A sharp peal of laughter broke her reverie – she recognised Babs’s voice, and then Evangeline’s wail. Babs must be teasing her. She was making that horrible noise people made to accuse someone of being cowardly – pretending to be a chicken. It was silly; they never sounded anything like a real chicken. Only she had to admit that this one did. Babs was sharp-tongued, though not nasty like Gillian, but she was funny and clever and sounded exactly like a chicken.
And then Linnet realised that the soft clucks and brrrks were much too realistic to come from any girl.
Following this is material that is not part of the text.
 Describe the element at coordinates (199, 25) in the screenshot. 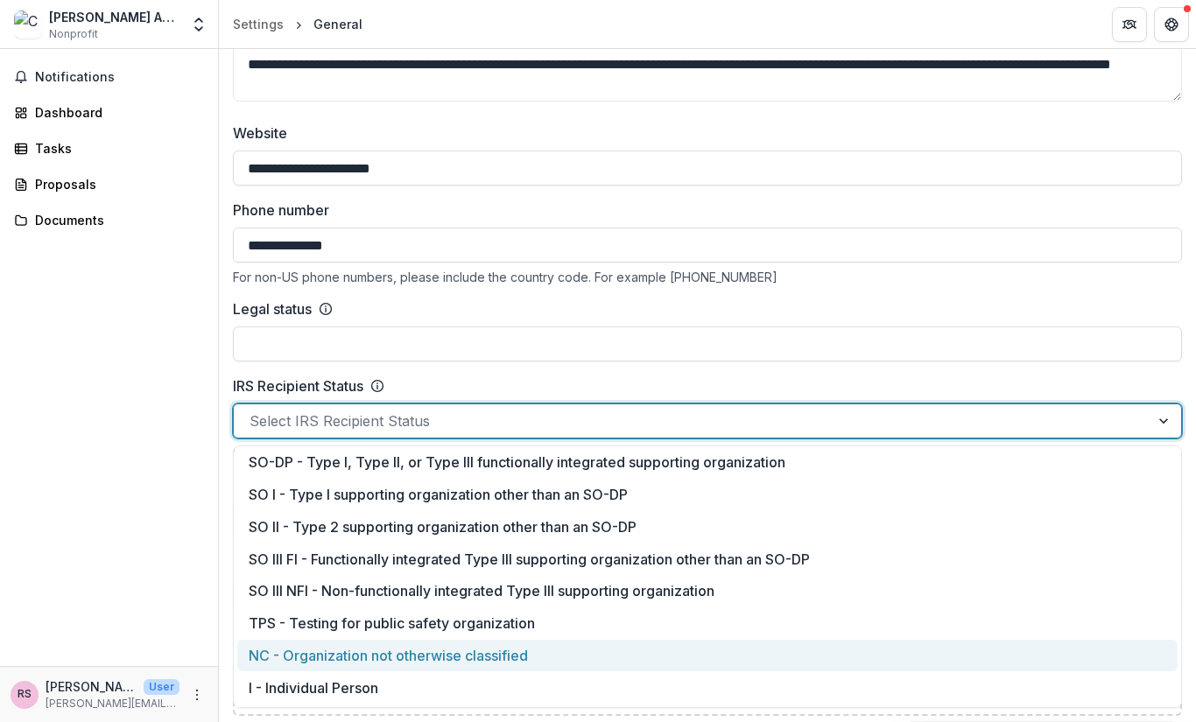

The reason they sounded so chicken-like was that they came from actual chickens. She looked down – one, two, three brown hens pecked at the grass under the trees. And they were easily the most pathetic-looking hens Linnet had ever seen: scraggy and half-bald. You could not imagine any of them having the energy to lay an egg.
Poor things! Linnet had never seen any signs of hens at Rowanbank. Presumably they had some sort of coop near the stableyard behind the house, but she had never ventured that far. They must have broken out – probably starving. She slithered down from the tree and felt in her pocket for the biscuit.
‘Here, ladies,’ she said, and they looked up with bright suspicious eyes. ‘Would you like some cantucci?’ She crumbled the biscuit up and scattered it on the ground near them.
The hens clucked with approval and scuttled for the crumbs like lower fourth had descended on Enid’s birthday tea. Doctor Flynn clearly didn’t look after them very well.
Linnet smiled to watch them, pecking so greedily and happily, and when all the crumbs had gone they bustled up to her in a hopeful way. She squatted down to make their acquaintance.
‘Does nobody feed you?’ she asked. ‘Poor wee things. I’d come back and feed you again if I could, but it wouldn’t be very easy. Your time’s not your own at school. It’s all bells and timetables.’
The hens looked up at her with interest and one of them, with a particularly bald neck with a black speck on it, ventured closer, her head on one side. Linnet rummaged in her pocket and found a few last crumbs, which she held out on her outstretched palm. The hen looked back at her companions, then at Linnet, and took a tentative step nearer. Linnet hardly dared breathe. It was the loveliest feeling in the world when an animal started to trust you.